# Saved entries
++++++++

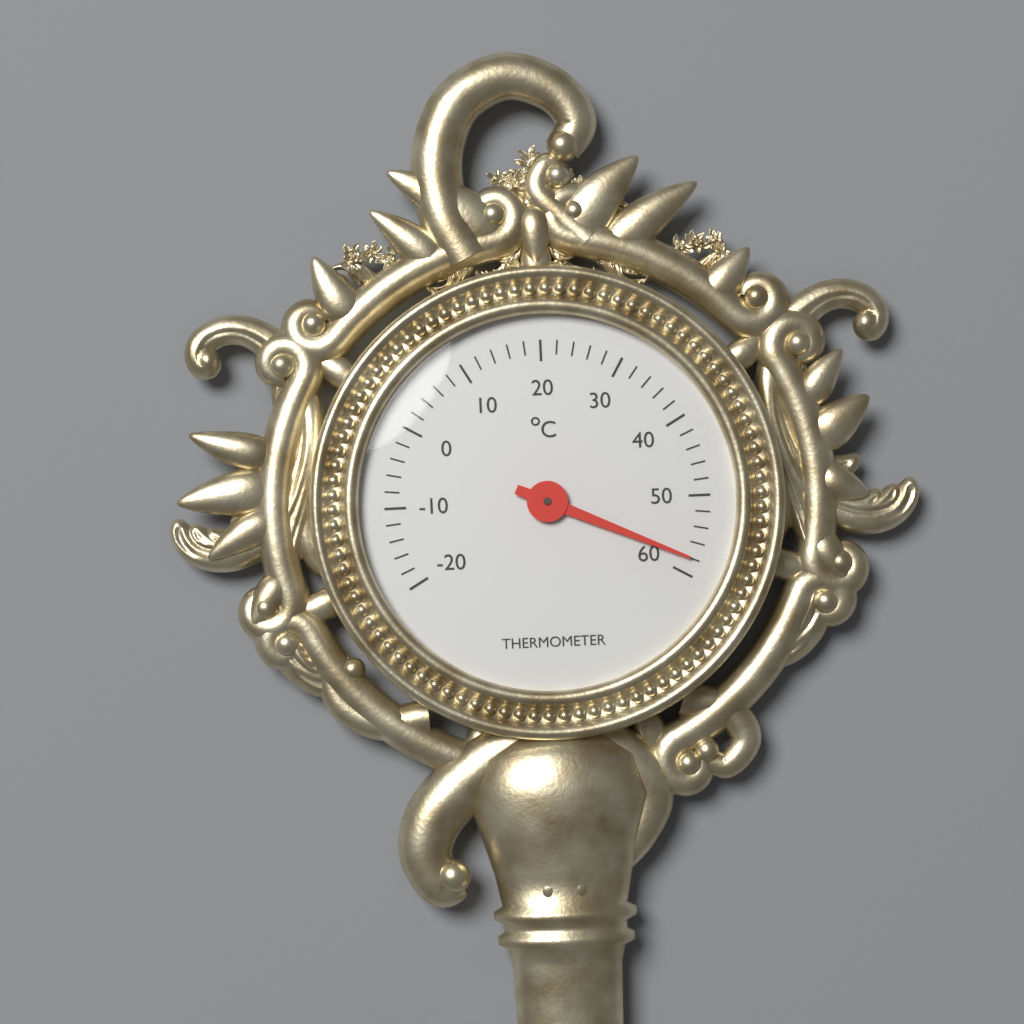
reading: 58 °C
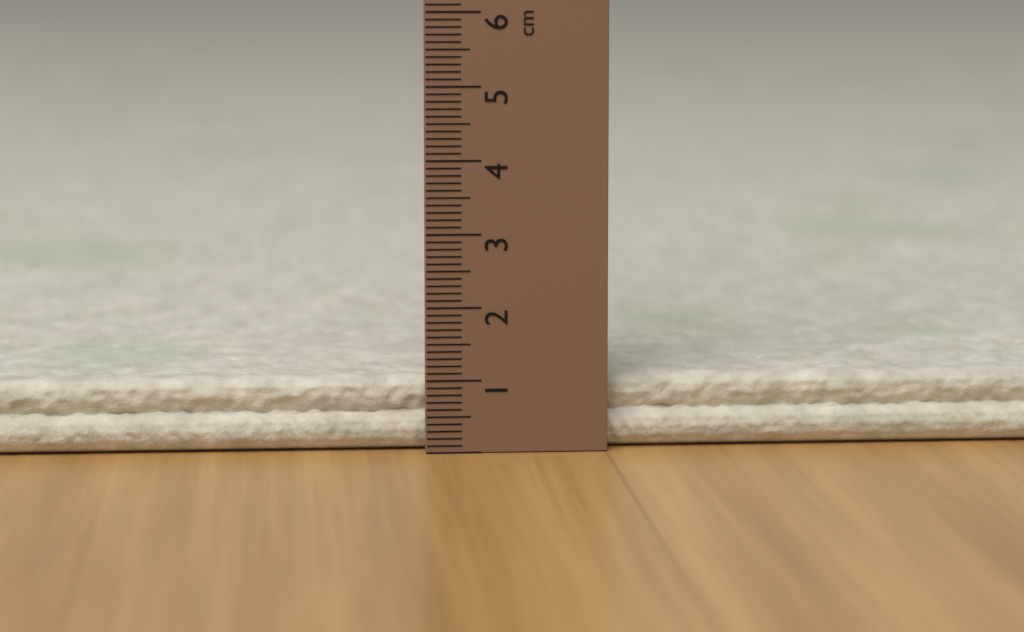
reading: 1.0 cm
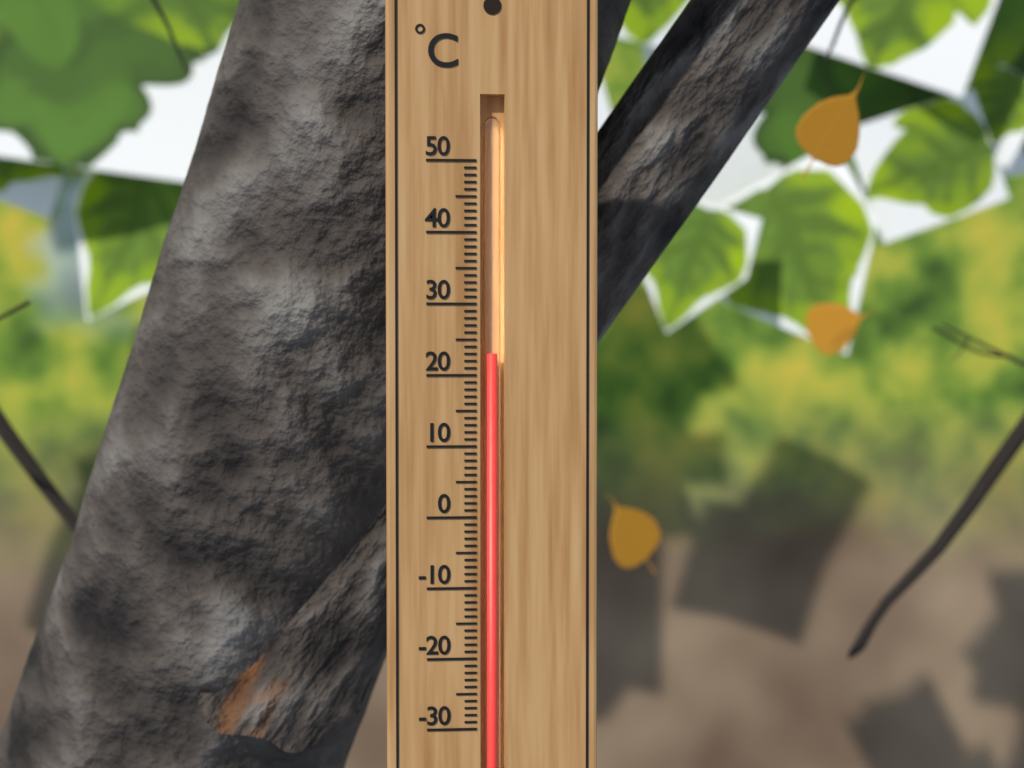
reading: 23 °C
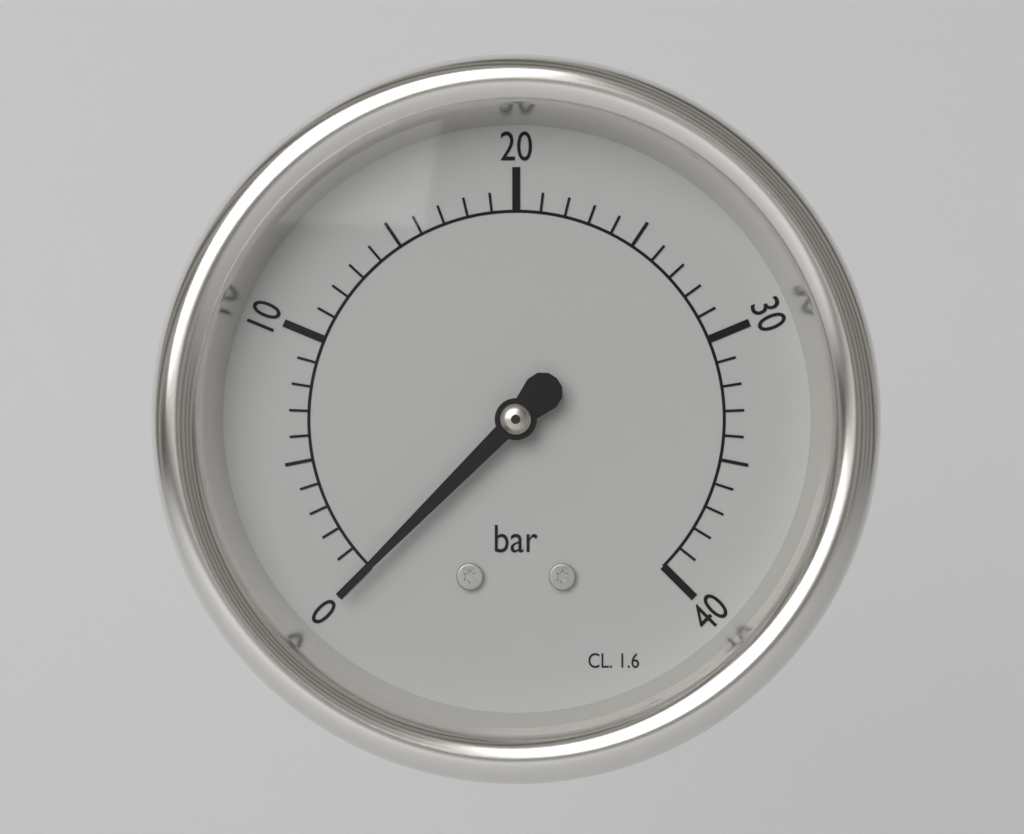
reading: 0 bar
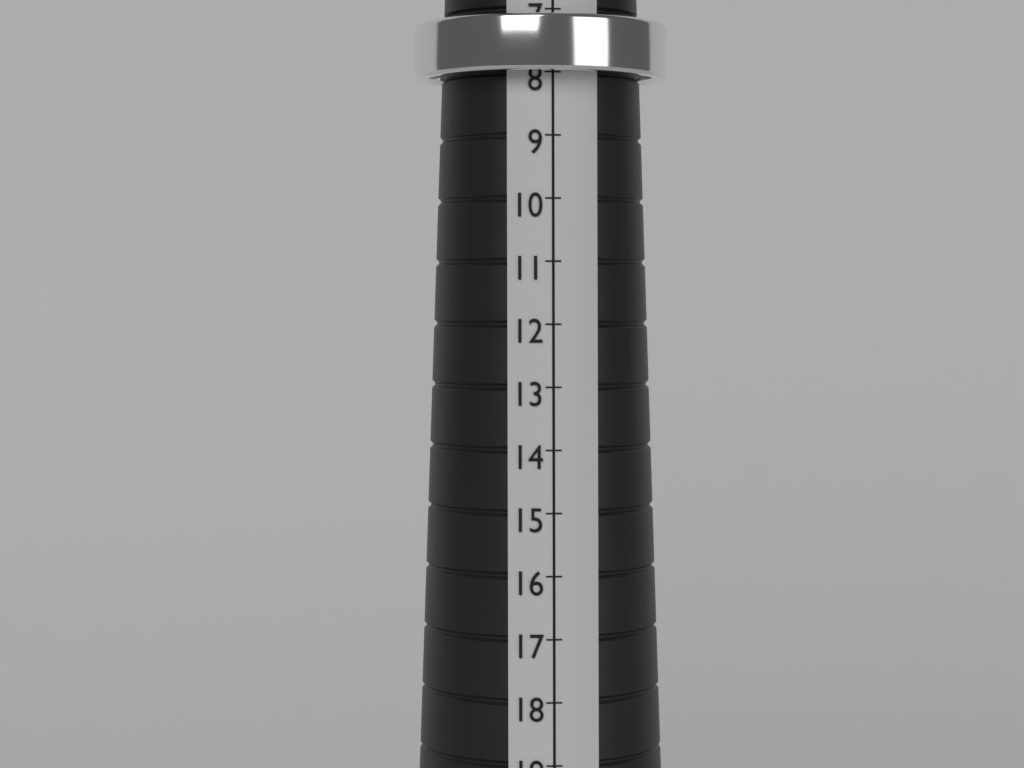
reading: 8 (no unit)
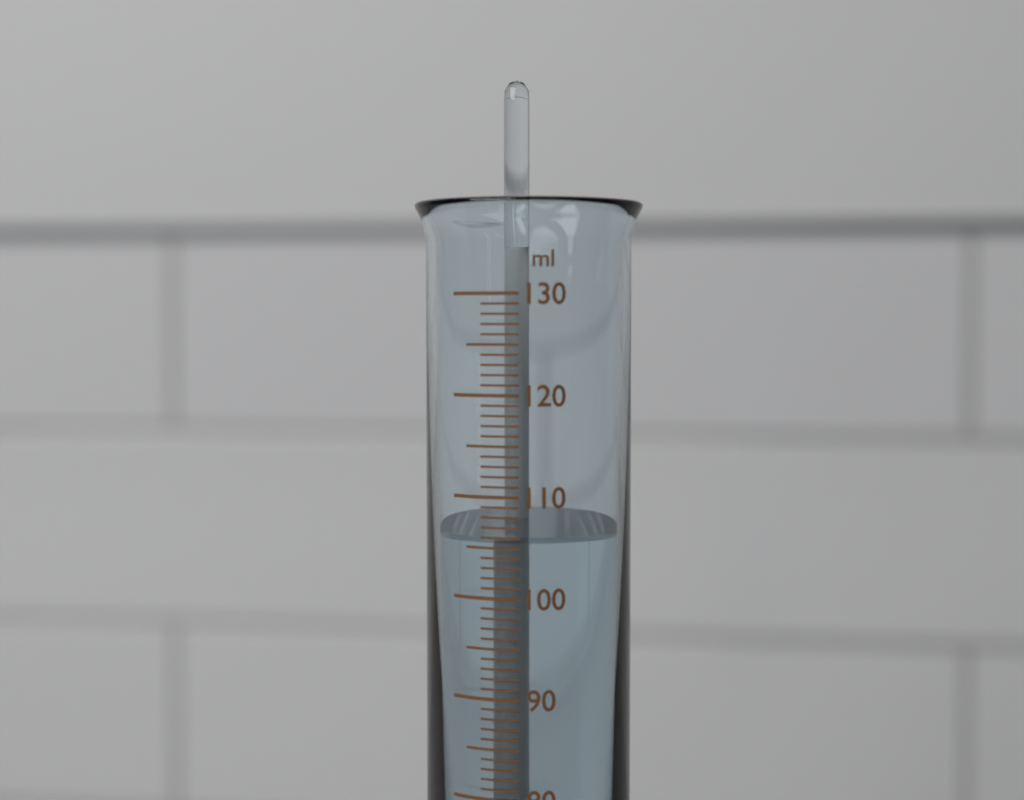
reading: 106 ml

++++++++

# TASK DIRECTIONS
What is needed is a word-for-word restatement of the entries, minus any pictures.

# SOLUTION FOR THIS EXERCISE
reading: 58 °C
reading: 1.0 cm
reading: 23 °C
reading: 0 bar
reading: 8 (no unit)
reading: 106 ml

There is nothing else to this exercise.